It's been about 140 years, and managers are still coming up with ways to bend baseball's rules, which is why Baseball's still refining those rules. From the Associated Press (via ESPN.com):
Maybe this should be the Joe Maddon Rule.
A season after the Tampa Bay manager put outfielder Sam Fuld to the mound to warm up for the sole purpose of giving a reliever extra time in the bullpen, Major League Baseball closed the loophole.
MLB has amended Official Baseball Rule 3.05 regarding such shenanigans. The change will "prohibit a manager from sending his current pitcher out to warm up with no intention of having him pitch because a relief pitcher is not ready to enter the game."
Last June in this game against the Brewers, Fuld pinch-hit for reliever J.P. Howell in the top of the eighth inning. At that moment, the Rays were ahead 5-1 and Maddon planned on replacing Fuld in the lineup with reliever Joel Peralta. But moments later, Evan Longoria made it 8-1 with a three-run home run and Maddon wanted to go with reliever Cesar Ramos instead of Peralta.
Just one problem: It all happened so fast that Ramos wasn't warmed up enough to start the bottom of the eighth inning. So Maddon sent Fuld to the mound to "warm up" while Ramos kept working in the bullpen. This delayed the game by (presumably) an extra few minutes. Hence, the "Joe Maddon Rule" ... as Maddon suggested with a laugh, the "Sam Fuld Rule".
Maddon does raise an interesting question about all this:
How do they know the intentions are not to pitch him? How would you know that? You could easily leave him in there for one hitter if you had to. My concern would be you could still send out your previous inning's pitcher to warm up and then pull him out of the game before the first batter. That's still OK, correct?
What if the Rays, instead of being up 8-1, were down 11-1? Would the umpires have simply assumed that Fuld wasn't actually going to pitch in a game that was essentially lost? It seems to me the umpires can't know a manager's intention until the manager actually makes the move for the guy in the bullpen. At which point it's too late to do anything about it.

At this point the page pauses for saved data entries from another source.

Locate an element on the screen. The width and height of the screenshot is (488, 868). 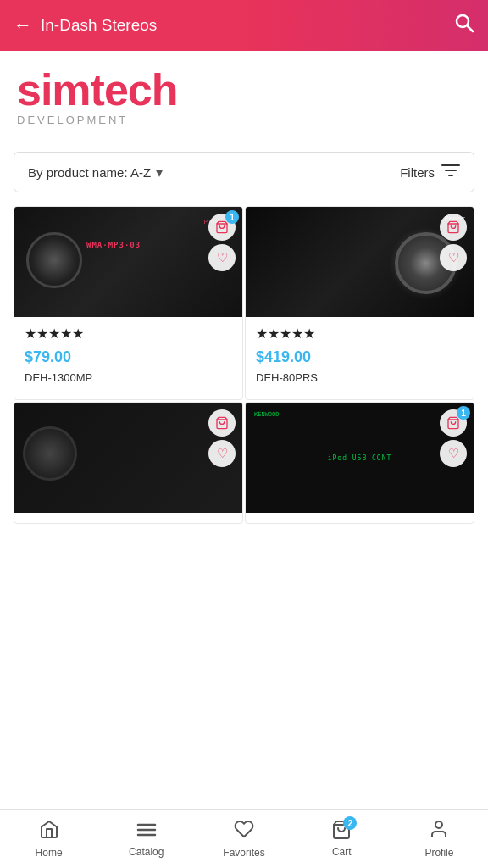
nav-item-catalog: Catalog is located at coordinates (146, 839).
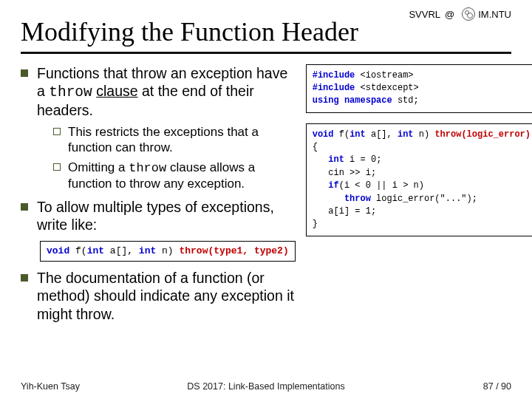 This screenshot has width=532, height=399. I want to click on bullet-list-2: The documentation of a function (or meth…, so click(158, 296).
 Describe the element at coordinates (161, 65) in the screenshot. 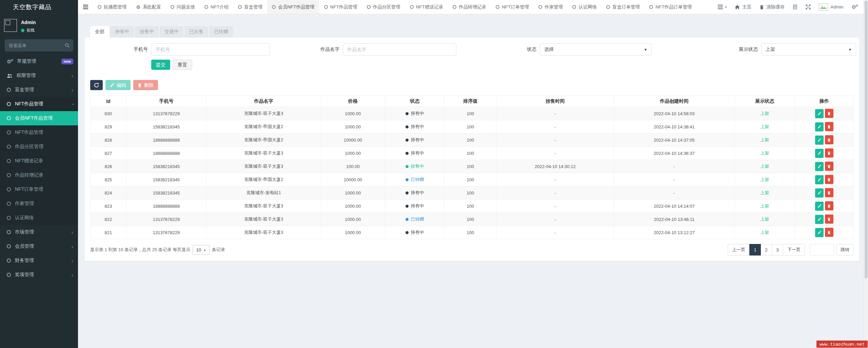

So while the Sam Fuld Rule makes sense in theory, I don't quite understand how it's going to work in practice. And I'm not at all surprised that Maddon immediately spotted the problem.
Rule 3.05 isn't the only change in the book this year:
The rules committee, composed of executives, former players and an umpire, recently made a few other adjustments, none major.
Bats with a scooped end on the barrel can have an indentation of 1 1/4 inches, up from 1 inch. And the word "baseline" has been replaced in spots by "base path."
Also, the process for appealing an official scorer's ruling has been changed. In the past, a team's public relations employee would often ask the scorer to review a call. Now, a player's agent will work with the union to appeal, then there will be a process between MLB and the union to reach a decision.
Base path? With a space? I mean, I'm all for restoring hyphens and inserting spaces and windmill-tilting, but that's a losing battle, my friends. We'll see if it survives the final editorial process; if so, hats off to Commissioner Bud.*
* You think I am kidding. I am not.
That last bit is going to make a lot of official scorers all kinds of happy, I'll bet. Have you ever dealt with a teenager who wanted his way, no matter what? Now give that teenager $10 million and all the pretty girls in sight, and see how belligerent he can be.
They're not all so bad, but major-league baseball players routinely say terrible things to official scorers with whom they disagree. You're not going to make the players grow up. So simply eliminating the scorers from the appeal process was the only solution, and long overdue.